“I bleed honey. It runs deep in my veins. I am a fourth—generation beekeeper, intimately familiar with the world of honey bees and the aberrations of those who maintain them.”
I’m Betty Martin with "Martin’s Must Reads" and those are the first lines from the prologue to Andrew Cote’s book Honey and Venom: Confessions of an Urban Beekeeper.
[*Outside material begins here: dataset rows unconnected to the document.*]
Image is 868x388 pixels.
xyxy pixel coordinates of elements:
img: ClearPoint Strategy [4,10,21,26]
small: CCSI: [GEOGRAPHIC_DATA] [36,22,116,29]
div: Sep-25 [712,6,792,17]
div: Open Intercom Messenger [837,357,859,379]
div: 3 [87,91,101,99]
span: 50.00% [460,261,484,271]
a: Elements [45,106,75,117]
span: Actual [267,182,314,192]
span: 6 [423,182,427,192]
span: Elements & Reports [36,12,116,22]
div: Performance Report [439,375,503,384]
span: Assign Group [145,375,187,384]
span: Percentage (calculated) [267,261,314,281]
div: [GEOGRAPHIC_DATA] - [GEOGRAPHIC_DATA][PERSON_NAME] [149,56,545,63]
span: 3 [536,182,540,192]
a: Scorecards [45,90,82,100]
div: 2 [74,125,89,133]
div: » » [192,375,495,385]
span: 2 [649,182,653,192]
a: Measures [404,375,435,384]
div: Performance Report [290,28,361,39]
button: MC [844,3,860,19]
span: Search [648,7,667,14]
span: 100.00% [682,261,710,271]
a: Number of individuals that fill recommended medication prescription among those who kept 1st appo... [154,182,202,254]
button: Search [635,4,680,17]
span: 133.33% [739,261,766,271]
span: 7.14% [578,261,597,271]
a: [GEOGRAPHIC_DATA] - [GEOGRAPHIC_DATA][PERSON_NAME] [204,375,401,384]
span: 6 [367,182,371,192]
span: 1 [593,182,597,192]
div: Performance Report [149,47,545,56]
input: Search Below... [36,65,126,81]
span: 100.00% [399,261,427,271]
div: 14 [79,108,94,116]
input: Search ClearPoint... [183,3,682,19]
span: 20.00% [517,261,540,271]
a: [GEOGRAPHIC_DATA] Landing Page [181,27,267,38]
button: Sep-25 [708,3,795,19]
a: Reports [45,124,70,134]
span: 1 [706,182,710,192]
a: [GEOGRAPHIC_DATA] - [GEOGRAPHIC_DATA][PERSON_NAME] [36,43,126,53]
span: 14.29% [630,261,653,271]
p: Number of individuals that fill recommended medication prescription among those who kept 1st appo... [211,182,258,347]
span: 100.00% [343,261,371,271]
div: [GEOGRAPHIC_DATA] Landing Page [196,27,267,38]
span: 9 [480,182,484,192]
Although he learned his beekeeping skills from his father while living in Connecticut most of his turf today “includes skyscrapers, community gardens, ancient cemeteries, international territory and other hidden pockets of New York City.”
His book is filled with fascinating details of the life of a honeybee apiary, his work to keep beekeeping alive in New York City, jobs he has done for films that include swarms of bees and even one installation of a famous sculpture for the MOMA where the reclining woman’s head was a swarm of live bees.
He recounts some of the times his help has been enlisted to remove swarms of bees from inappropriate places including the top of the seventeen story New York Times building. He has met many famous people through his bees including Yoko Ono, Paul Newman and Bill Clinton. He is also the founder of BWB, Bees Without Borders and travels worldwide teaching beekeeping skills to developing countries.
Cote describes apitherapy where clinicians use bee stings as therapy, particularly to alleviate arthritis and how bees can be trained to detect bombs and cancer. Bees have five eyes, four wings, sort-of two stomachs and no ears and their bodies are completely covered in hair -- even their eyes and tongue.
If you’ve ever wanted to become better friends with bees, then you must read Honey and Venom by Andrew Cote.